Measurement transcription data:
────

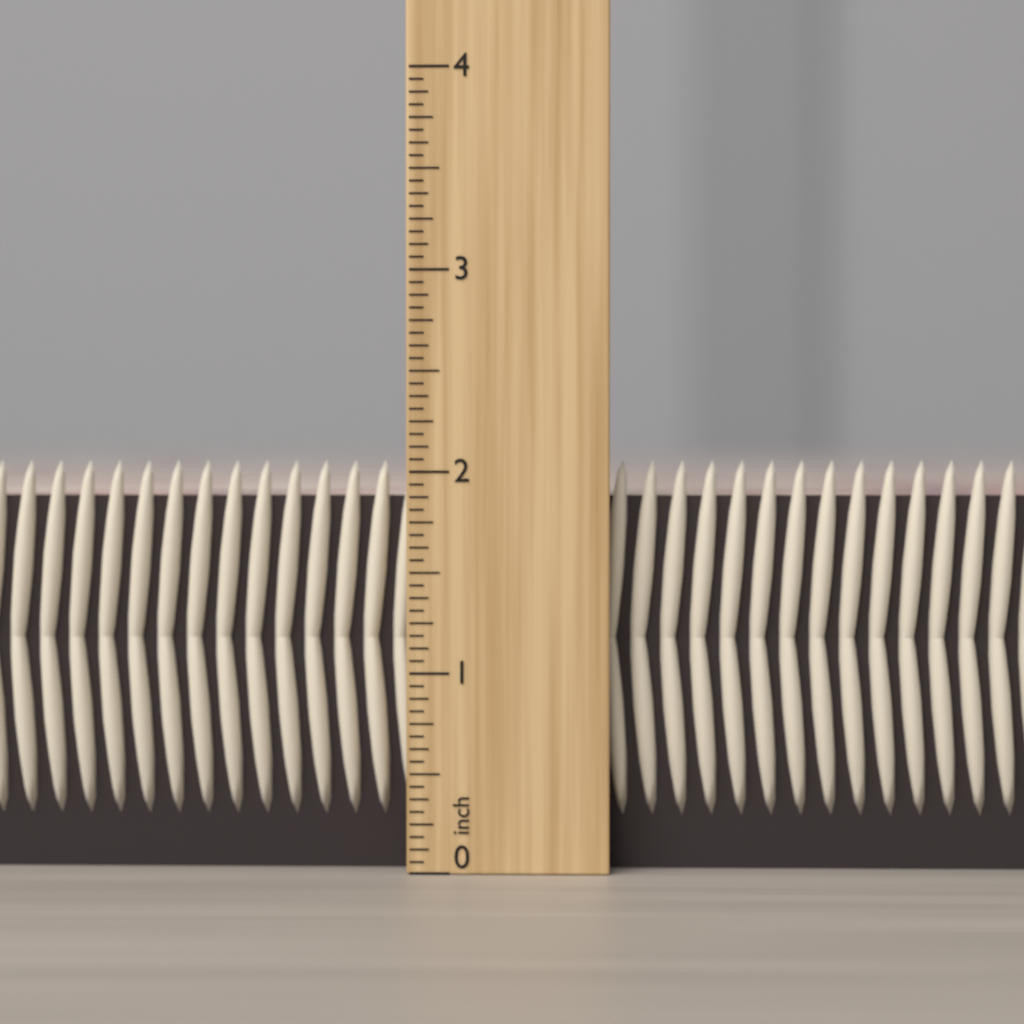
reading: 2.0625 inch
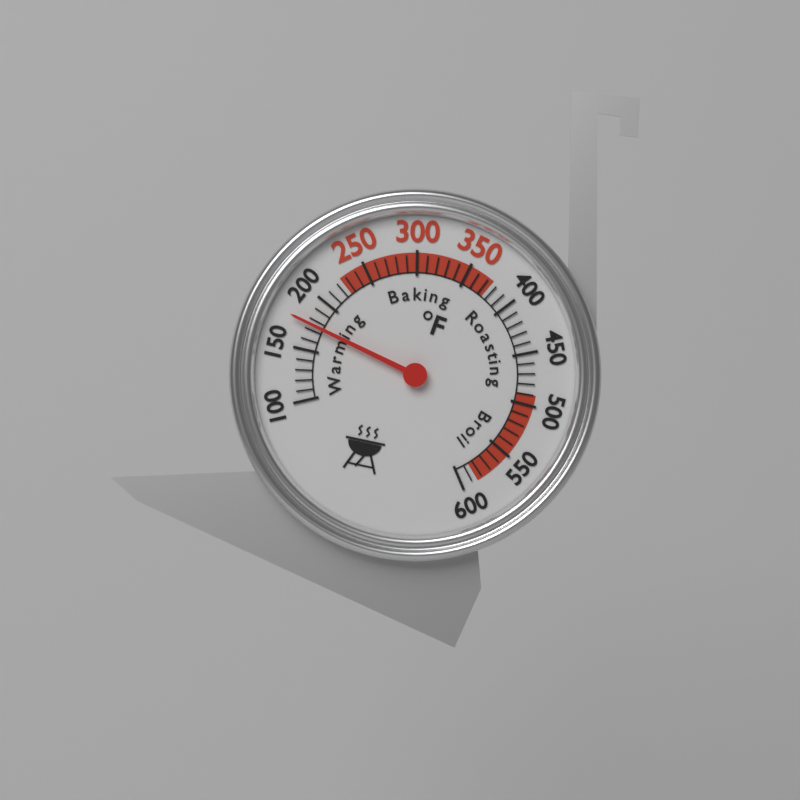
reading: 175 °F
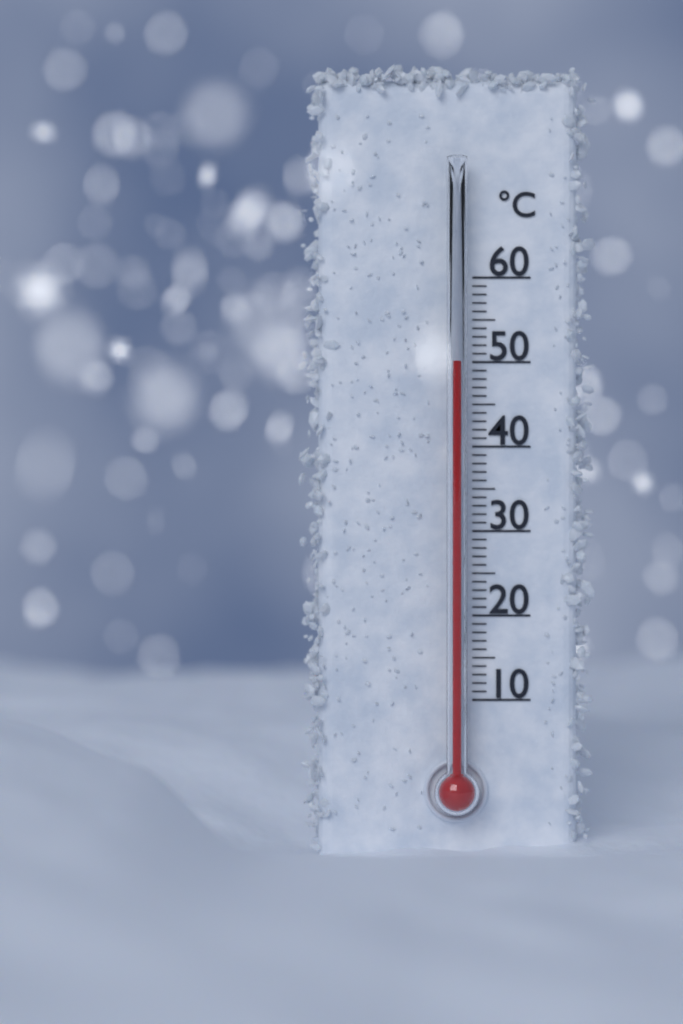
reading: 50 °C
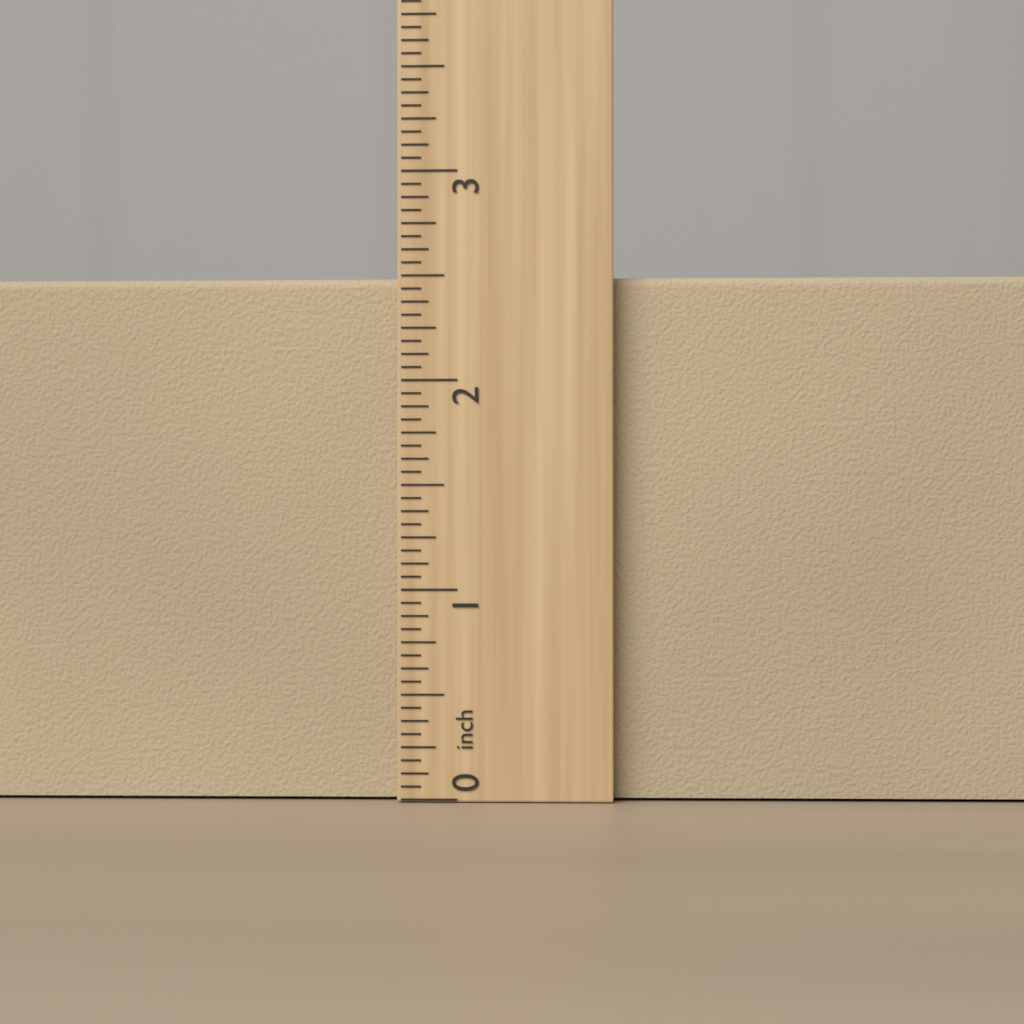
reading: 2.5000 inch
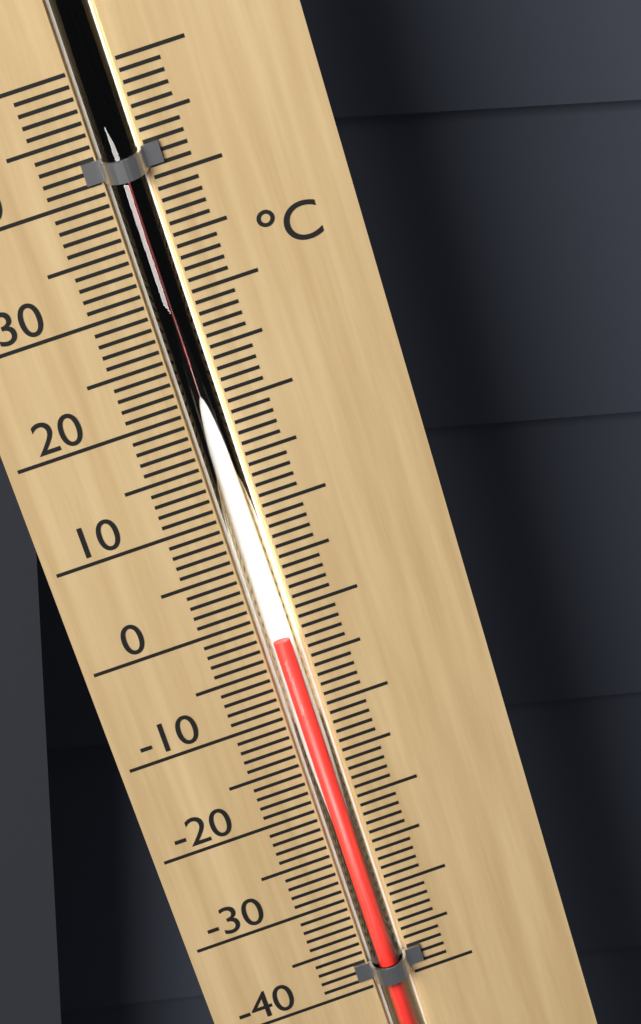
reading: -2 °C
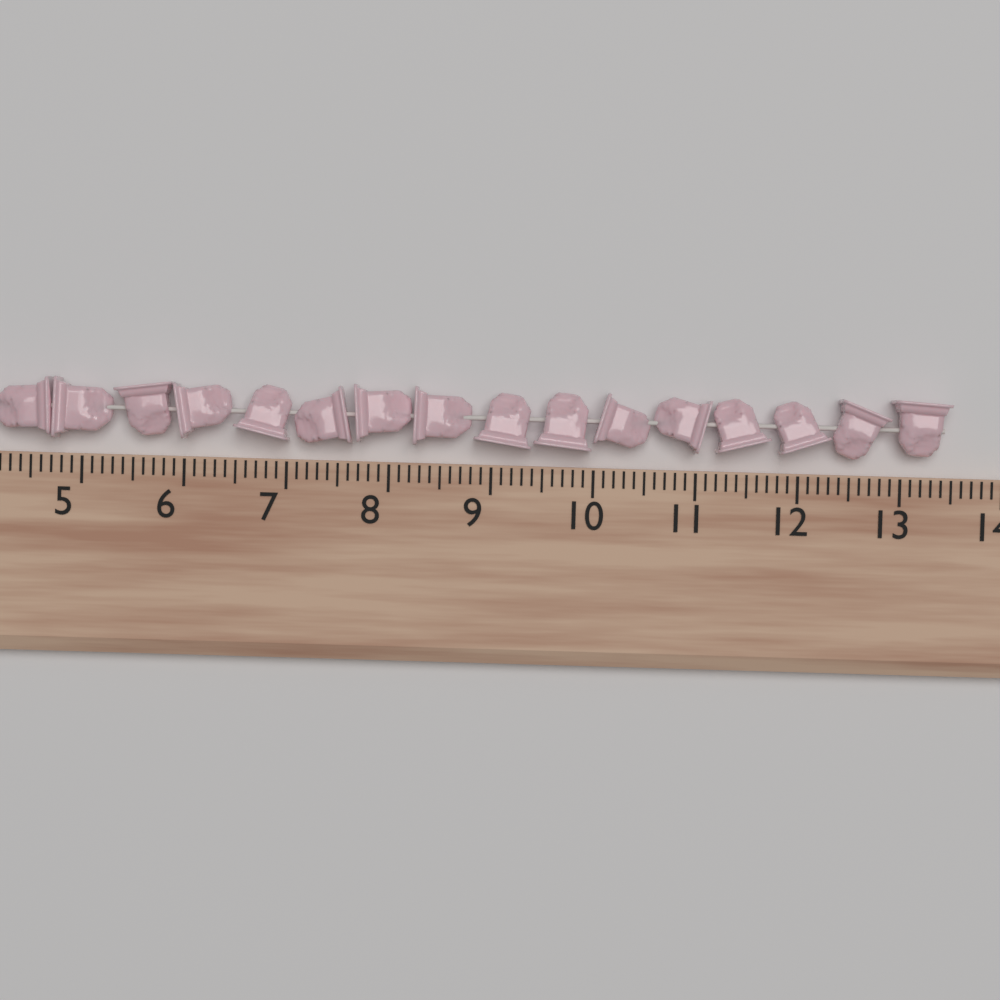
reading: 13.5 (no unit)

────

Your copy should hold every entry exactly as written, but none of the pictures.

## Reply
reading: 2.0625 inch
reading: 175 °F
reading: 50 °C
reading: 2.5000 inch
reading: -2 °C
reading: 13.5 (no unit)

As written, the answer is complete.